The Wilbur J. Cohen Federal Building, an imposing, more than 1 million square foot slab facing the National Mall, is now officially in the government’s for-sale pile. Federal officials have tagged the 1940-era complex for accelerated disposition, a move that could end in a sale and, if redevelopment follows, a date with the wrecking ball. Preservation advocates and members of Wilbur J. Cohen’s family say the potential loss stings twice: the building holds major New Deal murals and carries the name of a former University of Michigan dean.
Why It Is Headed To Market
According to GSA, the Cohen Building at 330 Independence Ave. SW landed on an "assets identified for accelerated disposition" list in May 2025 as part of a broader push to shrink the federal real estate footprint. Congress piled on with a specific sale directive in the Thomas R. Carper Water Resources Development Act of 2024, ordering the GSA to "sell for fair market value" the Cohen Building within two years after federal tenants clear out, per bill text on Congress.gov.
What Is Inside That Matters
Beyond the bureaucratic address, the building shelters a rare suite of New Deal murals and bas relief sculptures along a central corridor and in interior rooms, with work by artists including Ben Shahn, Philip Guston and Seymour Fogel. The Washington Post has detailed how several pieces are painted directly onto, or permanently affixed to, the masonry, which makes them notoriously hard to remove. That raises the specter that a private redevelopment could damage or destroy the art, a technical headache that has become a rallying cry for preservationists trying to keep the building, or at least the murals, intact.
Ann Arbor Ties And Family Reaction
The Cohen name on the facade links the Washington landmark back to Ann Arbor. Wilbur J. Cohen served as dean of the University of Michigan School of Education starting in 1969 and later joined the faculty, according to the Miller Center. Family members have stepped into the debate; Christopher Cohen told MLive that "it will be a real shame to remove a building which really has served the country well," and urged officials to find a way to shield the artwork from whatever comes next.
Preservation Law And What Comes Next
Preservation groups have asked to serve as consulting parties under Section 106 of the National Historic Preservation Act, a review that federal agencies must conduct when a project could affect a historic property. The Advisory Council on Historic Preservation notes that transfers out of federal ownership count as an "undertaking" that triggers consultation and potential mitigation, although the process is procedural rather than a guaranteed save, according to guidance from ACHP. A petition organized by the Living New Deal has pulled in thousands of supporters, with more than 8,400 verified signatures listed on Change.org, and advocates say they plan to press GSA and lawmakers to lock in protections for the murals before any deed changes hands.
By law, a sale cannot move forward until federal agencies vacate the block and GSA completes the required reviews, and the WRDA provision gives the agency a two year window after vacancy to market and sell the property. That timetable, combined with public petitions and Section 106 consultation, sets up a fast moving contest between federal cost cutting and historic art conservation, with the Cohen Building’s nationally significant murals squarely at the center of the fight.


The word "printintr" may appear in lines of the data below. Say how many lines hold it, giving only the number.
[[ MATERIAL SHOWN open ]]
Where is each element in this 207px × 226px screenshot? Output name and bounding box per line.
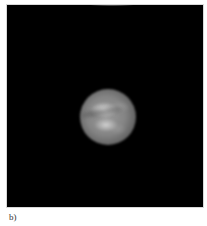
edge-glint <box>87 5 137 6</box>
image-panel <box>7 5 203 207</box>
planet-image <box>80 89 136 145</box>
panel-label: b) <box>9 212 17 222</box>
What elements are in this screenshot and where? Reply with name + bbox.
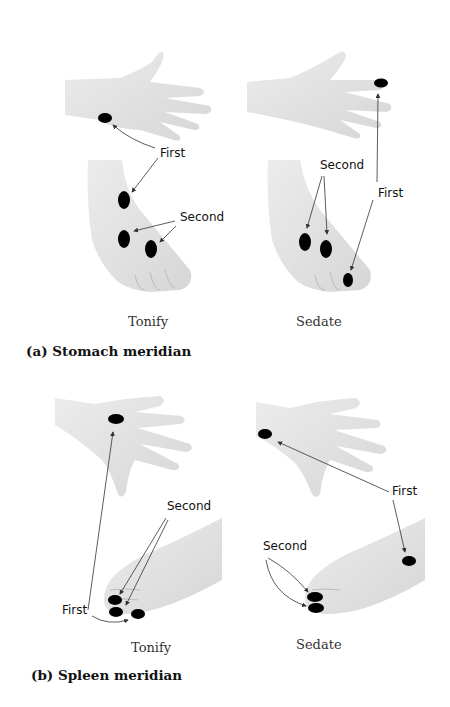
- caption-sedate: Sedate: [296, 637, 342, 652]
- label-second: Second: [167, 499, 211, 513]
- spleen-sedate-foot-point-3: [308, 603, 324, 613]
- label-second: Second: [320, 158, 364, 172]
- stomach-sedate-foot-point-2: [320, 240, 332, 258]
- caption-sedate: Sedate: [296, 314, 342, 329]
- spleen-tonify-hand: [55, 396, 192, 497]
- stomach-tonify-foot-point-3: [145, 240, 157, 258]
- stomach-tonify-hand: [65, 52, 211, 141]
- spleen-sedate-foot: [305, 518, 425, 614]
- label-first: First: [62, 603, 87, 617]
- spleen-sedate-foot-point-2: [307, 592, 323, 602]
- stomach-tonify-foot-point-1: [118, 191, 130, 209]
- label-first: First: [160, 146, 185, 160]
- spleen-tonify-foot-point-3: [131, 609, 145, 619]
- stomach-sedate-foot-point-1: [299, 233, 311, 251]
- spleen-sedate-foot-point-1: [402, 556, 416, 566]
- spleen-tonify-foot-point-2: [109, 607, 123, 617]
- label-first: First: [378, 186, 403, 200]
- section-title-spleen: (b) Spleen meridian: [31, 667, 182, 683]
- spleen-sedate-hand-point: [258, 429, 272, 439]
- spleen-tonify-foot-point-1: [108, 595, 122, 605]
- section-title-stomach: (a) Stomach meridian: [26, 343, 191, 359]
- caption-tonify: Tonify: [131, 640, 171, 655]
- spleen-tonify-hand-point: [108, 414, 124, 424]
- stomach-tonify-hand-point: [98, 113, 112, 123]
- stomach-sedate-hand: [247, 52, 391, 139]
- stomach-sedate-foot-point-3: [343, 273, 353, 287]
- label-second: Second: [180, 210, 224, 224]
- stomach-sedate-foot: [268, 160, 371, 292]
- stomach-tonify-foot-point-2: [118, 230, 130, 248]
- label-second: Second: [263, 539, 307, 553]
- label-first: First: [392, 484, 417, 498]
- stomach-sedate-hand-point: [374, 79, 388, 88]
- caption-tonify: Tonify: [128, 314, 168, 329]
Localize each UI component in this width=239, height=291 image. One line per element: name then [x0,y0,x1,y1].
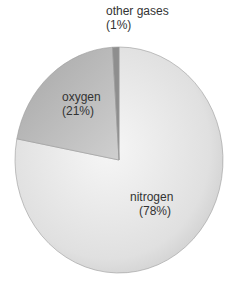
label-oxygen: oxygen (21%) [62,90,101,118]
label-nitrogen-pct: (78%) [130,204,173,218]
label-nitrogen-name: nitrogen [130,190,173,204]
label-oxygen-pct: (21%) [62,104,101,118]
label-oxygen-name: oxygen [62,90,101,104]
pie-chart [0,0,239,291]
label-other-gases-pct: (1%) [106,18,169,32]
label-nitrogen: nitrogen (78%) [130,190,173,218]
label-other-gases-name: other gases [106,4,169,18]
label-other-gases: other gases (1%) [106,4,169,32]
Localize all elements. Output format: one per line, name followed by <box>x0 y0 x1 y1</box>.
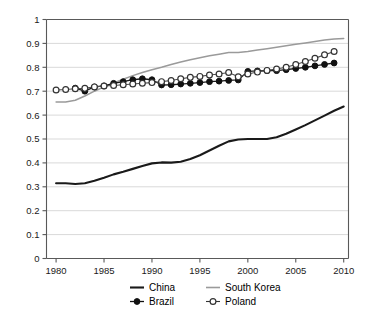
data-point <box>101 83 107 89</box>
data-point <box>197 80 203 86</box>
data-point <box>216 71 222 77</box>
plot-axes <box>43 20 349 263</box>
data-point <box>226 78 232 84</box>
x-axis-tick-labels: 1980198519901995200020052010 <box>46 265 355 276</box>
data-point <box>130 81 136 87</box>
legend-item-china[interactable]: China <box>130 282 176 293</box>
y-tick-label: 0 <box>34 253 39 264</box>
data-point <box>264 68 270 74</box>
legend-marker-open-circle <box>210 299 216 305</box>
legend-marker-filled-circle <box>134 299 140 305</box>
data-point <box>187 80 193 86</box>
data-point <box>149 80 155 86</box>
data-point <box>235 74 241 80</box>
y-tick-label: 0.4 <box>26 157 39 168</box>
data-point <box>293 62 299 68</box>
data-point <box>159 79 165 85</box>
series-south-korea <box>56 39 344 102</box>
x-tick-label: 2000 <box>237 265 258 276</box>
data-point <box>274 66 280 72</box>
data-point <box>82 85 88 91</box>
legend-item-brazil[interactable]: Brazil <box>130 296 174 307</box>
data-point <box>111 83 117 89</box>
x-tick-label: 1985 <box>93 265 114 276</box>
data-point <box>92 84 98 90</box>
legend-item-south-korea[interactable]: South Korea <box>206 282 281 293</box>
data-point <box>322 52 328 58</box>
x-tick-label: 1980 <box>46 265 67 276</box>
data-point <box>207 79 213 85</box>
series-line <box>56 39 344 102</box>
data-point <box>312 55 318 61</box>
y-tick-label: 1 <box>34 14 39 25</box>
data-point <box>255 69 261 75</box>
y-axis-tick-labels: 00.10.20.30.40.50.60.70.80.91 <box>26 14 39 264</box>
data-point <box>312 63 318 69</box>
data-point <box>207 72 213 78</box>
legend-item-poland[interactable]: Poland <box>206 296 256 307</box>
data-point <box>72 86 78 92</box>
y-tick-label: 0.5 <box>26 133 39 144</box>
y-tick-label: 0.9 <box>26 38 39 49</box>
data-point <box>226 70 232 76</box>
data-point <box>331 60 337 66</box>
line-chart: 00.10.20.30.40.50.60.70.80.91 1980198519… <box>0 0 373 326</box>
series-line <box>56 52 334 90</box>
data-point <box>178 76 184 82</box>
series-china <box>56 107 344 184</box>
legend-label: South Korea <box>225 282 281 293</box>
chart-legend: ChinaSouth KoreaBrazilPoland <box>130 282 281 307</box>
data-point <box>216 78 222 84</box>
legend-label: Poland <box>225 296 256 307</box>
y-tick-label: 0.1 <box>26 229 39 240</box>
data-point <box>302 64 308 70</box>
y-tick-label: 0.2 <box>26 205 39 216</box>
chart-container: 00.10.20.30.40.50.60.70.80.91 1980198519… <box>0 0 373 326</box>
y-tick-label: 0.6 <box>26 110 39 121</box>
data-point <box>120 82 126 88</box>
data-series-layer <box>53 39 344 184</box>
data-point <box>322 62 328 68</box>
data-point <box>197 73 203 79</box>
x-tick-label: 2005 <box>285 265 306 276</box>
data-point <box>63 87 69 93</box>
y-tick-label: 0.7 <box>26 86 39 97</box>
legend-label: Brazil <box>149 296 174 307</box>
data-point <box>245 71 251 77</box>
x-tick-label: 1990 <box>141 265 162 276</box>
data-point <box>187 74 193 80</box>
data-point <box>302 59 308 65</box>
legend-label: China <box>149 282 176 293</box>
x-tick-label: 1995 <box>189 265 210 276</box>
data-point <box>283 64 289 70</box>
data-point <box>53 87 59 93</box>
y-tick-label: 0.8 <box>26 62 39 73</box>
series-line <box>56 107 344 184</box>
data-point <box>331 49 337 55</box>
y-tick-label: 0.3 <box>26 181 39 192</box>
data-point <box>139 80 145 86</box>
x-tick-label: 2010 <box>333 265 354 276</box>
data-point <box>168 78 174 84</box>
[[ MATERIAL SHOWN closed ]]
[[ MATERIAL SHOWN open ]]
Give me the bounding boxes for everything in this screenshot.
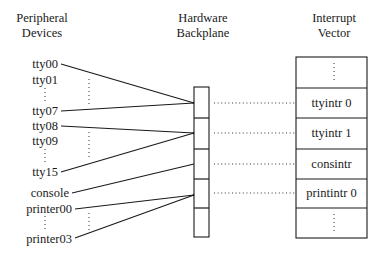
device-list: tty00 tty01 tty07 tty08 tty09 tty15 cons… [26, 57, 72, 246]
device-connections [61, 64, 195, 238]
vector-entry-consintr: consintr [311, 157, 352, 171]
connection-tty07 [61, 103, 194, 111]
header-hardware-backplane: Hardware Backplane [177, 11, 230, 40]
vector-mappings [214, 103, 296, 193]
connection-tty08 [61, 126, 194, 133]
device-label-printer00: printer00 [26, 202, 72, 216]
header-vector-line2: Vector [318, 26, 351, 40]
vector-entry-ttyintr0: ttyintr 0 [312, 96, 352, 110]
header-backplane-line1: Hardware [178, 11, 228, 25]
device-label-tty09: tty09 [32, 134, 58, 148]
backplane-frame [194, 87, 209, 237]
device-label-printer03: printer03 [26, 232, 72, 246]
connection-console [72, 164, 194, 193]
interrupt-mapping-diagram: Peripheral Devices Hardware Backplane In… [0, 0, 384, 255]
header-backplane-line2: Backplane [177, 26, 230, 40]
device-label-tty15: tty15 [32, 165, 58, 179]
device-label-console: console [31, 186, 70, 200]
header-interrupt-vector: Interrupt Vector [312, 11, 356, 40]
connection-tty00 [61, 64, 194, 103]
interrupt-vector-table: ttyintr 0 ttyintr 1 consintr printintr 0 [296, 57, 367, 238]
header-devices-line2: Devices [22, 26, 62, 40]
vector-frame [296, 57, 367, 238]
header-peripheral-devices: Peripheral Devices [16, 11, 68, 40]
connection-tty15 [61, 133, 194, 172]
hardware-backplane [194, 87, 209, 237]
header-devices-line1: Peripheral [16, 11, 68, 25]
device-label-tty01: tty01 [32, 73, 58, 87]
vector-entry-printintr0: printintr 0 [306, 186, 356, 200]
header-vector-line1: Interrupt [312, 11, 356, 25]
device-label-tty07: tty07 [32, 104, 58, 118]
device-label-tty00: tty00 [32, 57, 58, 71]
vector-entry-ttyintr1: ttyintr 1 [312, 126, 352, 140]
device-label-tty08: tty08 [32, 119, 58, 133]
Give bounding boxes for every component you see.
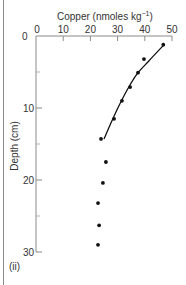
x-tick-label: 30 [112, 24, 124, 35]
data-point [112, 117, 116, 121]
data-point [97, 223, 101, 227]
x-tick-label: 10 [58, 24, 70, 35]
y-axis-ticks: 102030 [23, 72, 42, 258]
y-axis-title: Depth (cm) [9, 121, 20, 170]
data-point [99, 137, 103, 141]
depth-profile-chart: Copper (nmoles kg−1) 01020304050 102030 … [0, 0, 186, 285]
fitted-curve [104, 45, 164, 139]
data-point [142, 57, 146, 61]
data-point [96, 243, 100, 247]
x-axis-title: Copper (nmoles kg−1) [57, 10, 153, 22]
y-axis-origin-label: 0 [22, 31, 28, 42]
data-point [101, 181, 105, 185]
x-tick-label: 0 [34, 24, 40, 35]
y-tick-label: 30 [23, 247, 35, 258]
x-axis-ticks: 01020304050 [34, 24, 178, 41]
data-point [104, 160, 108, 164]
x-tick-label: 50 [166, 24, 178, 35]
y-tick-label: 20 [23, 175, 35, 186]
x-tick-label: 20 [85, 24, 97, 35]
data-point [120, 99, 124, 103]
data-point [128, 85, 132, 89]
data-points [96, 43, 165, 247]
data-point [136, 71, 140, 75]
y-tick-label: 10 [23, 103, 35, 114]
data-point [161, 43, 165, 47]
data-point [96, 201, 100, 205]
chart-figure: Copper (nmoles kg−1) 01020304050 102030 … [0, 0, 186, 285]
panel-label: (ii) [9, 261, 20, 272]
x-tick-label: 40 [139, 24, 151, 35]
[[ MATERIAL SHOWN closed ]]
[[ MATERIAL SHOWN open ]]
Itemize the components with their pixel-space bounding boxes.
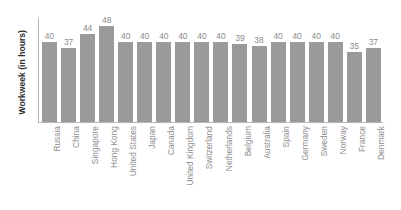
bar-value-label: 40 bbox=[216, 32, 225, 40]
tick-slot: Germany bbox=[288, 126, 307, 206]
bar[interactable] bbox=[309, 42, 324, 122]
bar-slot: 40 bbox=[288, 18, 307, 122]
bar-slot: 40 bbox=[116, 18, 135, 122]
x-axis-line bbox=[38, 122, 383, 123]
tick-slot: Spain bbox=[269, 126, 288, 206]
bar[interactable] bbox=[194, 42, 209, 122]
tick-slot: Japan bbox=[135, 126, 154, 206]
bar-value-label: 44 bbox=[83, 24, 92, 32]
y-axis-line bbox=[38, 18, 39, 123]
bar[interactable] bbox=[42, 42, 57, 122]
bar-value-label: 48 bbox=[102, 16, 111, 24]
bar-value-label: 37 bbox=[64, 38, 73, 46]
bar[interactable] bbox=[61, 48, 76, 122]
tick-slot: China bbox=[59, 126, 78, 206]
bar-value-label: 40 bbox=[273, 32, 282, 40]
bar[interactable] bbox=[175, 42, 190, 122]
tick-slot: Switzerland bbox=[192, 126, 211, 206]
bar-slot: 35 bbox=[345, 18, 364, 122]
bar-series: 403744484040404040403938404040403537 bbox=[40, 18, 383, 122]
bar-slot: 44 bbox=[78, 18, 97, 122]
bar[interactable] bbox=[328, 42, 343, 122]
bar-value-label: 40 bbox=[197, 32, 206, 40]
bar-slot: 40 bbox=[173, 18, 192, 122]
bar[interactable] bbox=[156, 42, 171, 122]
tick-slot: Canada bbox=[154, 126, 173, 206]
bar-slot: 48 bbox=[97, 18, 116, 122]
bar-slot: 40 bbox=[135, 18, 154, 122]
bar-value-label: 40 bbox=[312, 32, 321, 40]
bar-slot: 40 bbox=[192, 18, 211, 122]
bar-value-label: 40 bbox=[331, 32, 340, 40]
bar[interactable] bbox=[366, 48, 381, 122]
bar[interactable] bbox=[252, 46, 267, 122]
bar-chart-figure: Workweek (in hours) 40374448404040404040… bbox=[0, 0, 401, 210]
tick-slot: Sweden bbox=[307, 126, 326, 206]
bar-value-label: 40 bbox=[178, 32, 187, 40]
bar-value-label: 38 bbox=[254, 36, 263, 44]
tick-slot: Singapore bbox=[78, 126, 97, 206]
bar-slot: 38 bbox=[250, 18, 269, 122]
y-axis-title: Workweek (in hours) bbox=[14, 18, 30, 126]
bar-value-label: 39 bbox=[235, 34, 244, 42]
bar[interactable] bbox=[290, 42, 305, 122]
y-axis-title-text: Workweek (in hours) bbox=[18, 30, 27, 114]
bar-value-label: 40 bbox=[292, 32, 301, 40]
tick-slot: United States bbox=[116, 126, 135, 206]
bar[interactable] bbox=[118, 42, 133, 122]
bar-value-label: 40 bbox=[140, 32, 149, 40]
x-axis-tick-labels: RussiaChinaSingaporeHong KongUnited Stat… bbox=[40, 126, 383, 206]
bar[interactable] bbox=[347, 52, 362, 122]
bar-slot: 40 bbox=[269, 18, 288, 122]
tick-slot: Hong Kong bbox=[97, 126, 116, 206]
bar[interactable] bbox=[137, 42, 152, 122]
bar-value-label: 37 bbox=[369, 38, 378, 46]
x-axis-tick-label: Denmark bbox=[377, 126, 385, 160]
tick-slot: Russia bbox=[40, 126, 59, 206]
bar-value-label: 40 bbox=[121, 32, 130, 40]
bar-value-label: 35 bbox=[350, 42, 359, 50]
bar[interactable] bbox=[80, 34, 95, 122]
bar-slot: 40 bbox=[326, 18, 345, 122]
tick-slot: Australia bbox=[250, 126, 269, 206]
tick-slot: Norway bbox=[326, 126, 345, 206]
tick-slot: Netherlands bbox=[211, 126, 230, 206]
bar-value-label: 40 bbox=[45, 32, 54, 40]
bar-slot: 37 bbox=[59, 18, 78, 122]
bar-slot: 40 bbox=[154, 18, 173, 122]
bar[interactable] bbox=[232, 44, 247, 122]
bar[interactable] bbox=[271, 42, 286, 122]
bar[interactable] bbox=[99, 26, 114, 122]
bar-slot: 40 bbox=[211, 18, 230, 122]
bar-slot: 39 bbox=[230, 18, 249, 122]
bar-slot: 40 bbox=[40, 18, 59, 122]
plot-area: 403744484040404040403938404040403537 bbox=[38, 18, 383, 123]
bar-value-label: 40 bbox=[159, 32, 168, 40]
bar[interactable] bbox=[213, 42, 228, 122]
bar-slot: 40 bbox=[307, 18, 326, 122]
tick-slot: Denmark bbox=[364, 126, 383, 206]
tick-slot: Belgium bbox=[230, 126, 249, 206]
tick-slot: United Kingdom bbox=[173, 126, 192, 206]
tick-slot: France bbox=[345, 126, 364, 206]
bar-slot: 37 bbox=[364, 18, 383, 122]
[[ MATERIAL SHOWN closed ]]
RESPONSE BELOW =
2